Despite that passion, I ended up graduating from Arizona State University with a degree in Criminal Justice and Criminology. I then spent nearly eight years at Arizona Youth and Family Services working in behavioural health—supporting children and families in crisis, designing curriculum, and training new staff. It was meaningful work and I enjoyed it, but history was always calling. During the pandemic, I had the opportunity to follow that calling. I enrolled in the Master of Letters in Viking Studies programme at the University of the Highlands and Islands. My MLitt dissertation explored the fate of the Picts in the Northern Isles and the role the Norse played in their disappearance. But it was during that programme and my research that my future thesis came into focus on women. I was motivated by my then module leader (and current PhD supervisor), Professor Alexandra Sanmark, to apply for the PhD programme, looking specifically at women and how they had been overlooked in leadership positions for centuries.

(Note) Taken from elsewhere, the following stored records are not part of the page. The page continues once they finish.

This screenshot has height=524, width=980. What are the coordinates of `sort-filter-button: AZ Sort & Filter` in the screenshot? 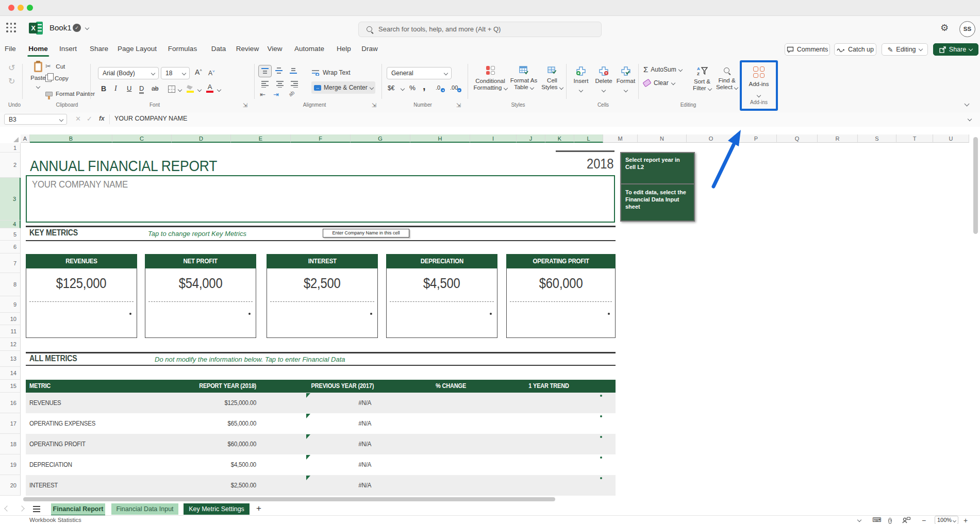 It's located at (702, 78).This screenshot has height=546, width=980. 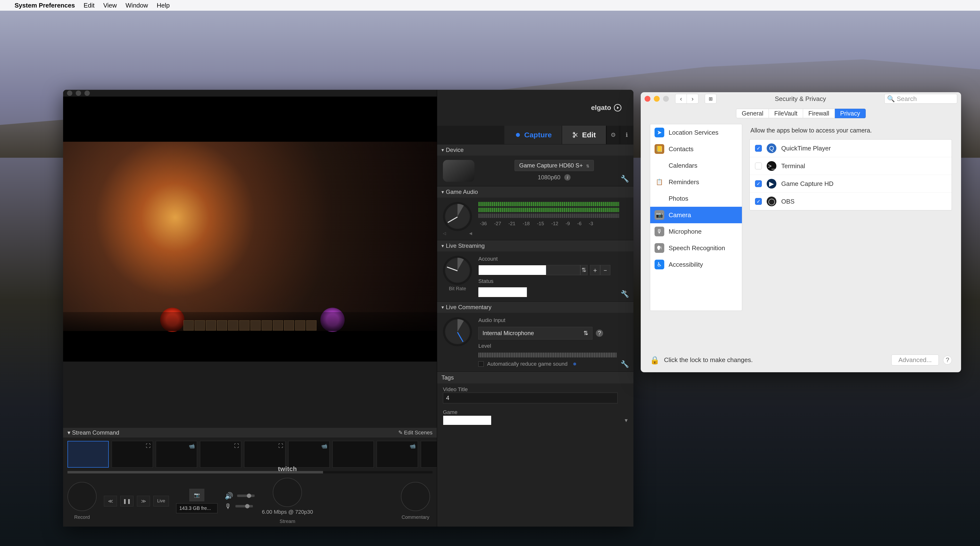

I have since moved to Scotland to complete my doctoral thesis, Making Herstory: Evaluating Female Leadership in the Viking Age. My thesis argues that Viking-Age women exercised real leadership in political, military, household, and economic domains, and that scholarship has largely missed it because of lingering androcentric assumptions from the Victorian era. Drawing on burial assemblages, runic inscriptions, Icelandic sagas, and other contemporary non-Norse written evidence, I have developed updated archaeological criteria for identifying leadership markers in the material record. It has been the most challenging and rewarding thing I have ever done.

Shanna in the Scottish Student Archaeology Society Conference programme at the University of Edinburgh.

I have spoken about this research at conferences in Berlin, Lincoln, Liverpool, Edinburgh, and at the International Medieval Congress in Leeds. I have excavated on Colonsay with the Norse and the Sea Project and participated in the Govan Stones Project in Glasgow. I have given lectures for UHI in the forms of modules, summer schools, and the INS public seminar series, and was even interviewed by BBC Shetland.

In February 2026, I submitted my thesis for viva examination—a moment I genuinely could not have imagined when I was sitting in that Phoenix office—and am very much looking forward to the next phase of my academic career.”